OECD rejects EU industry’s carbon leakage arguments

Tough climate rules have little impact on export competitiveness, find economists, so industry carve-outs are not justified

European steel works are under threat, but retraining not carbon freebies are the answer, say OECD economists (Pic: Pixabay)

European steel works are under threat, but carbon freebies are not the answer, say OECD economists (Pic: Pixabay)

By Megan Darby

EU steel and chemical industries lobby for carve-outs from the bloc’s environmental rules. Without special treatment, they say jobs will be lost to overseas pollution havens.

A report from the OECD club of rich countries published on Thursday rubbishes that argument.

Its analysis found differences in the strength of green policies made very little difference to trade between rich and emerging economies. Other factors like trade tariffs and market size were far more significant.

“There may be reasons for being concerned about competitiveness in Europe, but environmental stringency isn’t one of them,” said OECD chief economist Catherine Mann at a media briefing in London.

While the research showed some carbon-intensive sectors like steel were put at a slight disadvantage, this was balanced out by growth in cleaner industries.

Report: EU steel lobby seeks protection from China ‘carbon dumping’

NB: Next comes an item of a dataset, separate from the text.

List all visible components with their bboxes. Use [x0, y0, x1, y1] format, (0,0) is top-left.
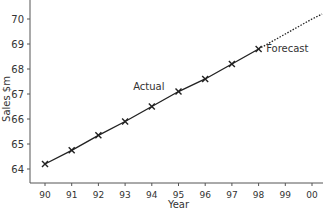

Mann contended it was better to retrain workers affected by plant closures than bend environmental rules to keep them open.

“It is very clear who the losers are,” she said. “That is where you need to have complementary labour market policies.”

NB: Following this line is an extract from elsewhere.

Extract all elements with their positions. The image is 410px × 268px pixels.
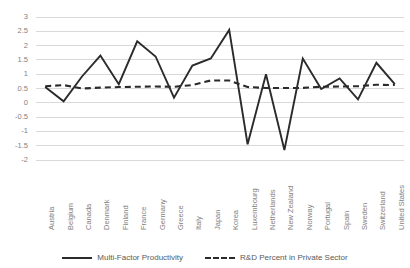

As governments around the world put last December’s Paris climate agreement into practice, they should be seeking competitive advantage in low carbon innovations – “the market of the future”.

It is pertinent to debate raging in Brussels over the future of its flagship climate policy, the emissions trading system.

Environmentalists want radical reforms to boost the carbon price, currently languishing at €5 a tonne, and spur clean investment.

Heavy industries, on the other hand, are seeking exemptions from these costs, to prevent “carbon leakage” – a flight of polluting plant abroad.

Tomasz Kozluk, lead author of the report, said: “When you set these policies that exempt [certain sectors], you also reduce the incentive to innovate and become cleaner… you should think really seriously when you are giving out these kind of benefits.”